In a hole in the ground there lived a hobbit. Not a nasty, dirty, wet hole, filled with the
ends of worms and an oozy smell, nor yet a dry, bare, sandy hole with nothing in it to sit
down on or to eat: it was a hobbit-hole, and that means comfort.
It had a perfectly round door like a porthole, painted green, with a shiny yellow brass
knob in the exact middle. The door opened on to a tubeshaped hall like a tunnel: a very
comfortable tunnel without smoke, with panelled walls, and floors tiled and carpeted,
provided with polished chairs, and lots and lots of pegs for hats and coats - the hobbit
was fond of visitors. The tunnel wound on and on, going fairly but not quite straight into
the side of the hill - The Hill, as all the people for many miles round called it - and many
little round doors opened out of it, first on one side and then on another. No going
upstairs for the hobbit: bedrooms, bathrooms, cellars, pantries (lots of these), wardrobes
(he had whole rooms devoted to clothes), kitchens, dining-rooms, all were on the same
floor, and indeed on the same passage. The best rooms were all on the left-hand side
(going in), for these were the only ones to have windows, deep-set round windows
looking over his garden and meadows beyond, sloping down to the river. In a hole in the ground there lived a hobbit. Not a nasty, dirty, wet hole, filled with the
ends of worms and an oozy smell, nor yet a dry, bare, sandy hole with nothing in it to sit
down on or to eat: it was a hobbit-hole, and that means comfort.
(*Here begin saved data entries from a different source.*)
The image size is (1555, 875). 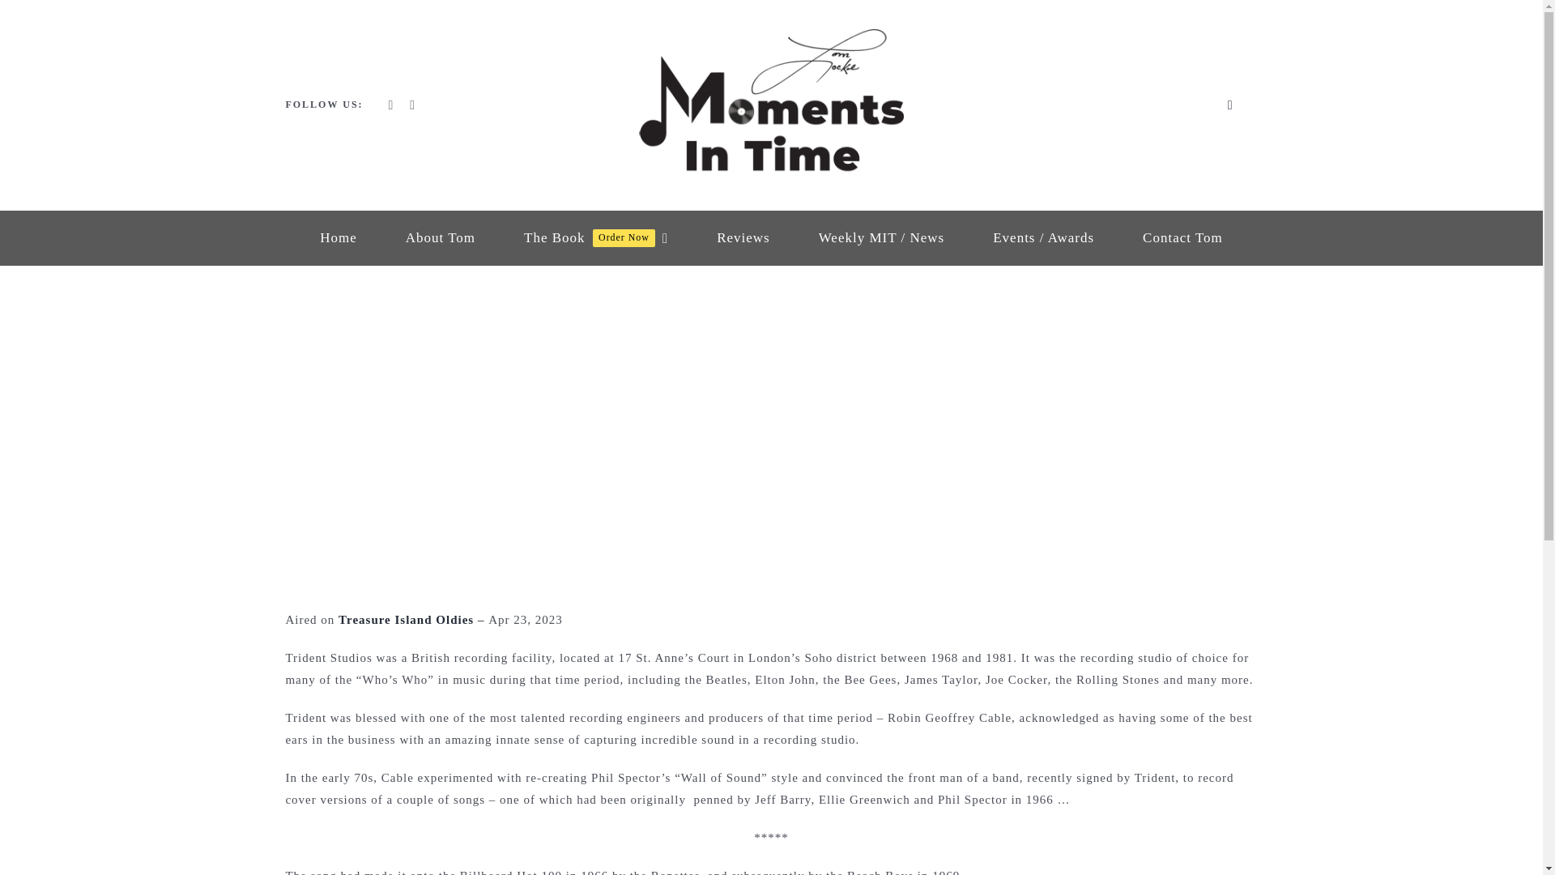 I want to click on About Tom, so click(x=743, y=238).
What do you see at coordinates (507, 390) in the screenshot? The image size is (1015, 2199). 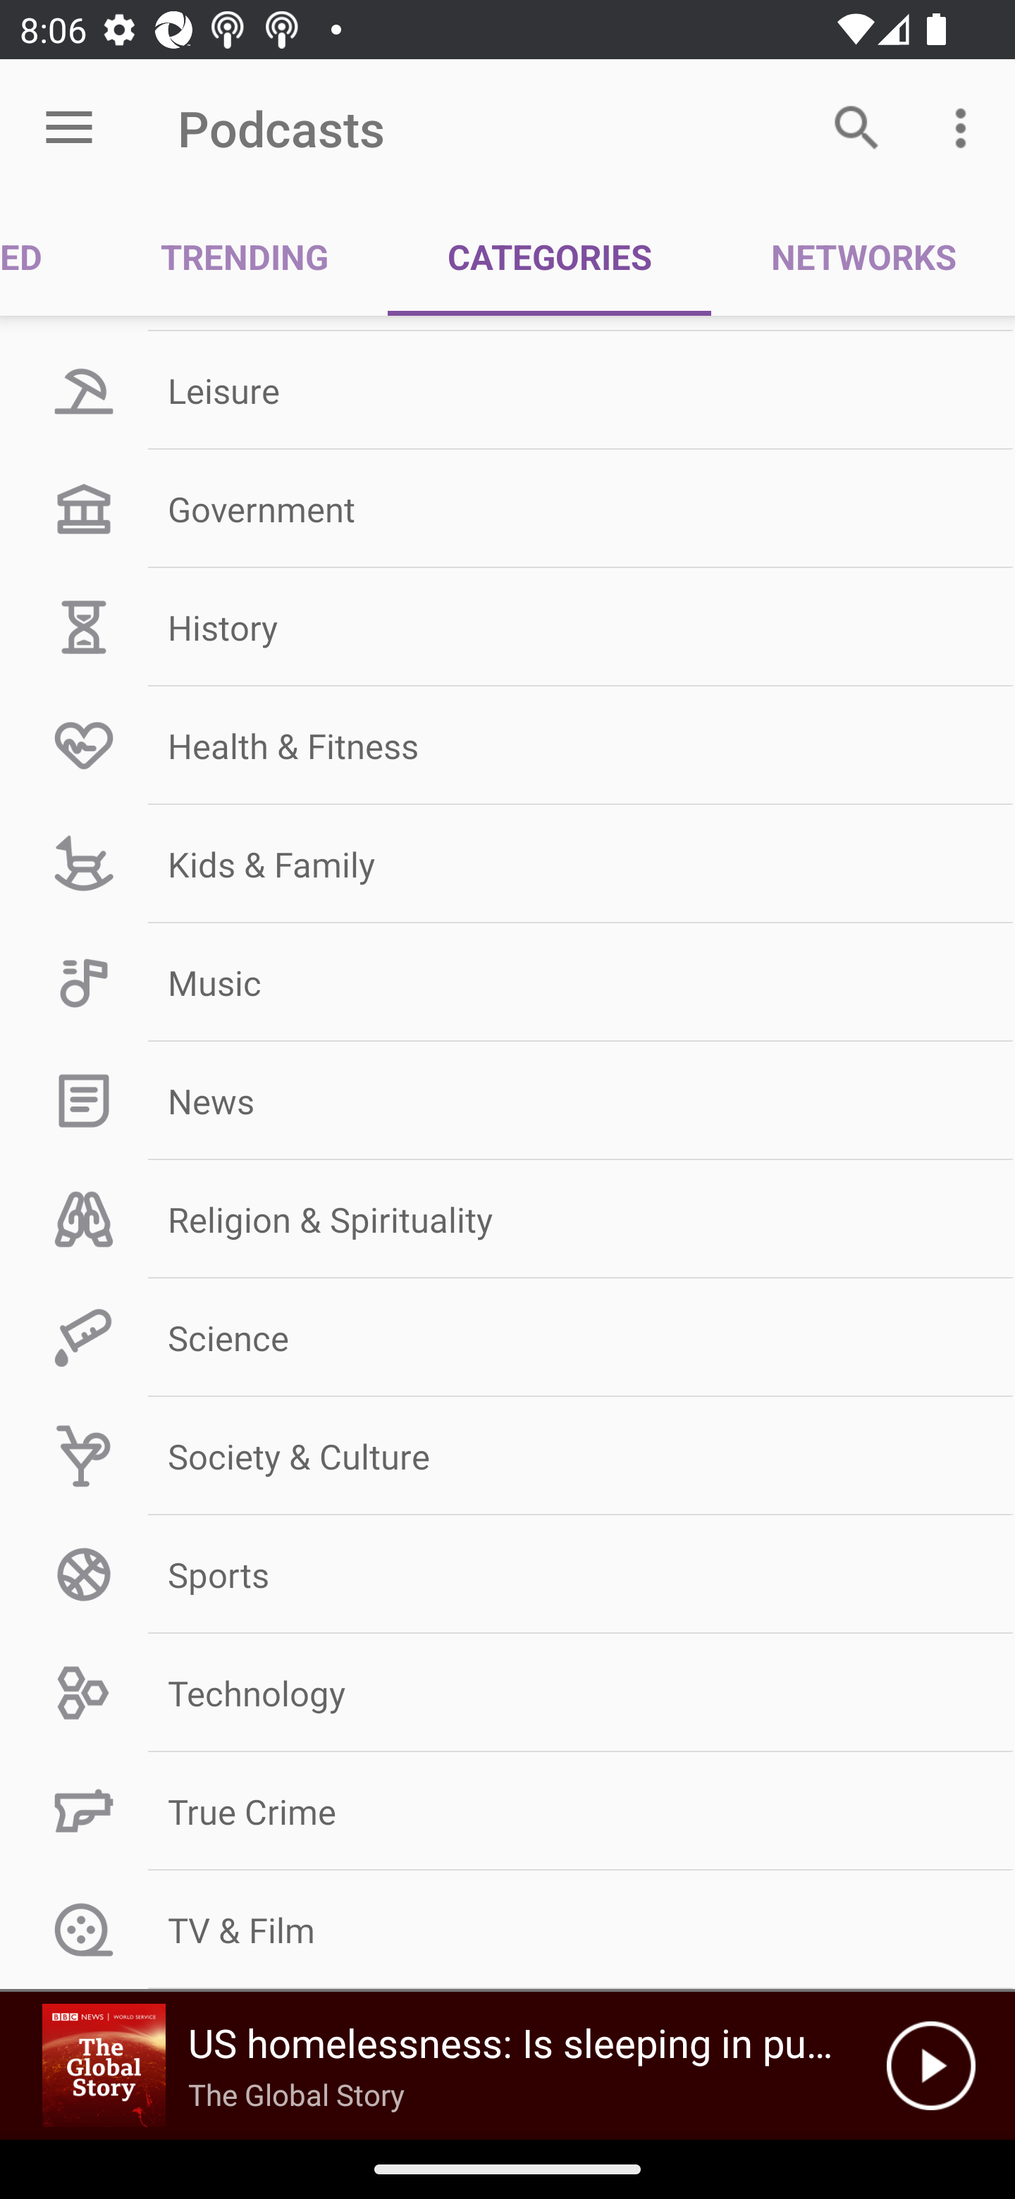 I see `Leisure` at bounding box center [507, 390].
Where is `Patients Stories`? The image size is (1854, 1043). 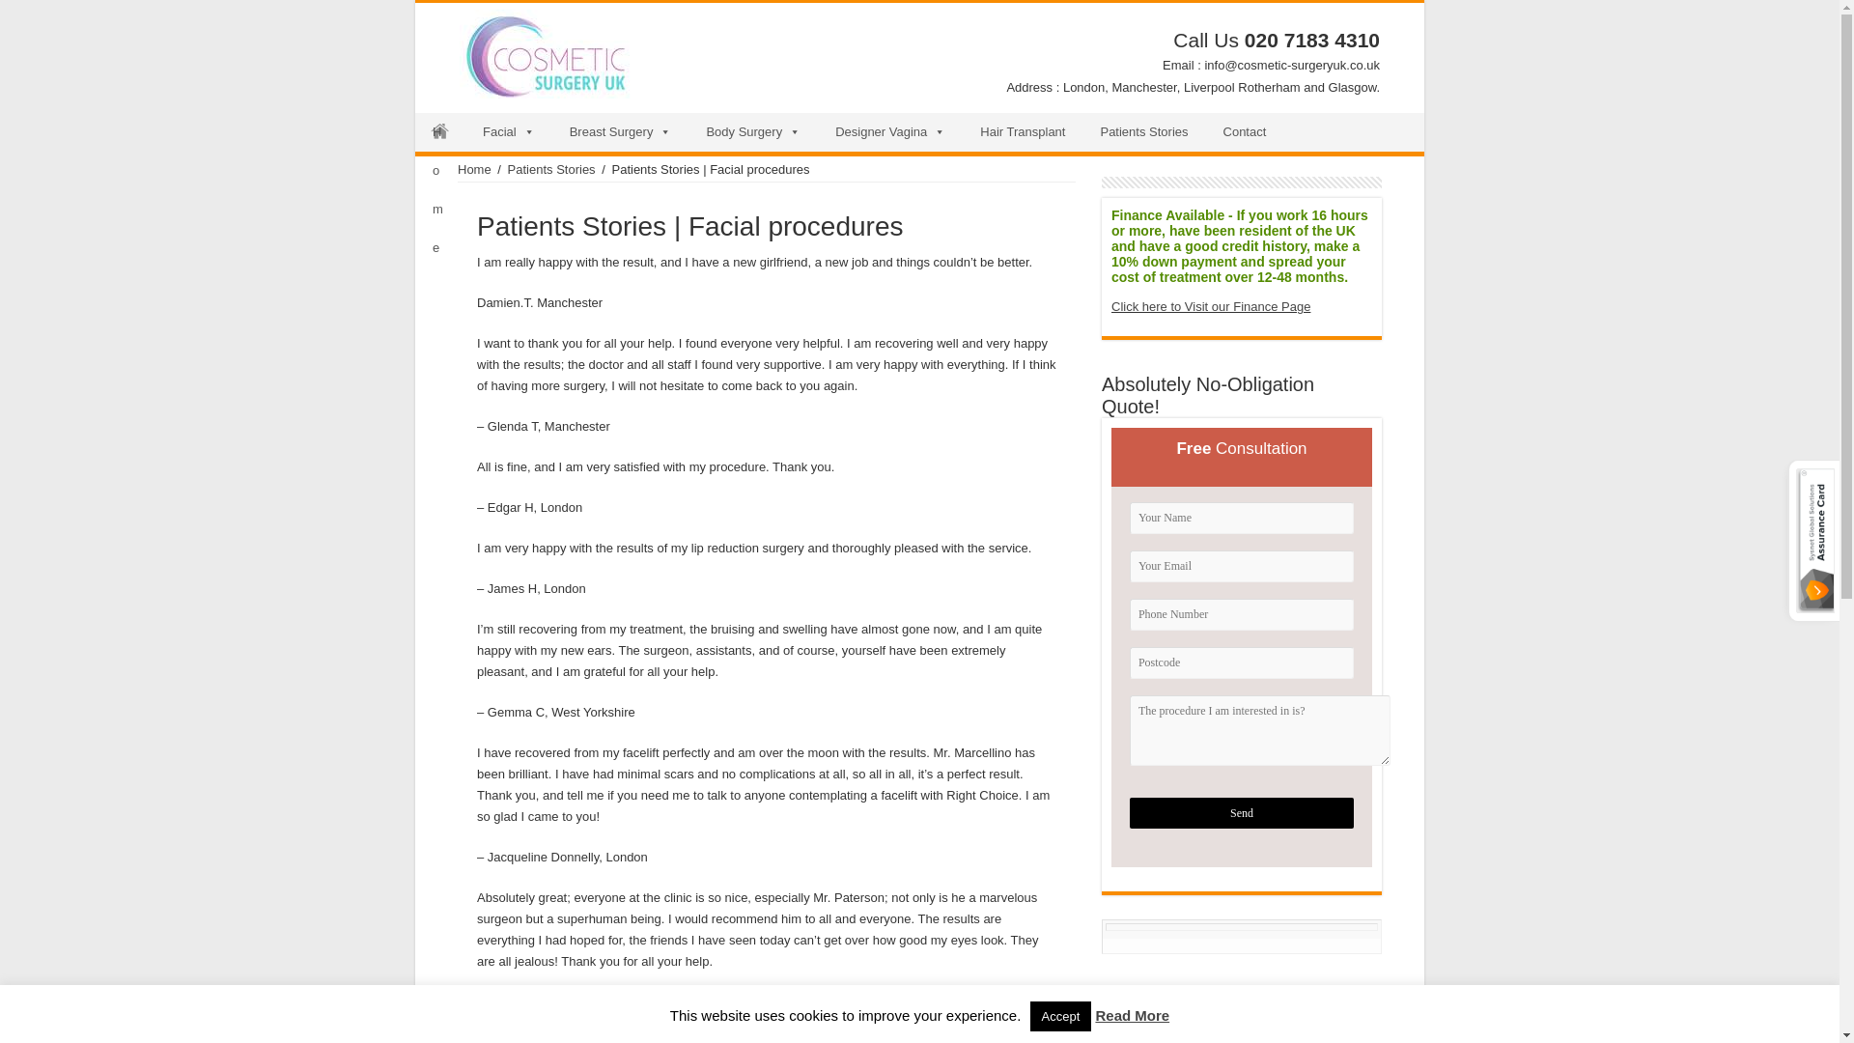 Patients Stories is located at coordinates (1144, 131).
It had a perfectly round door like a porthole, painted green, with a shiny yellow brass
knob in the exact middle. The door opened on to a tubeshaped hall like a tunnel: a very
comfortable tunnel without smoke, with panelled walls, and floors tiled and carpeted,
provided with polished chairs, and lots and lots of pegs for hats and coats - the hobbit
was fond of visitors. The tunnel wound on and on, going fairly but not quite straight into
the side of the hill - The Hill, as all the people for many miles round called it - and many
little round doors opened out of it, first on one side and then on another. No going
upstairs for the hobbit: bedrooms, bathrooms, cellars, pantries (lots of these), wardrobes
(he had whole rooms devoted to clothes), kitchens, dining-rooms, all were on the same
floor, and indeed on the same passage. The best rooms were all on the left-hand side
(going in), for these were the only ones to have windows, deep-set round windows
looking over his garden and meadows beyond, sloping down to the river.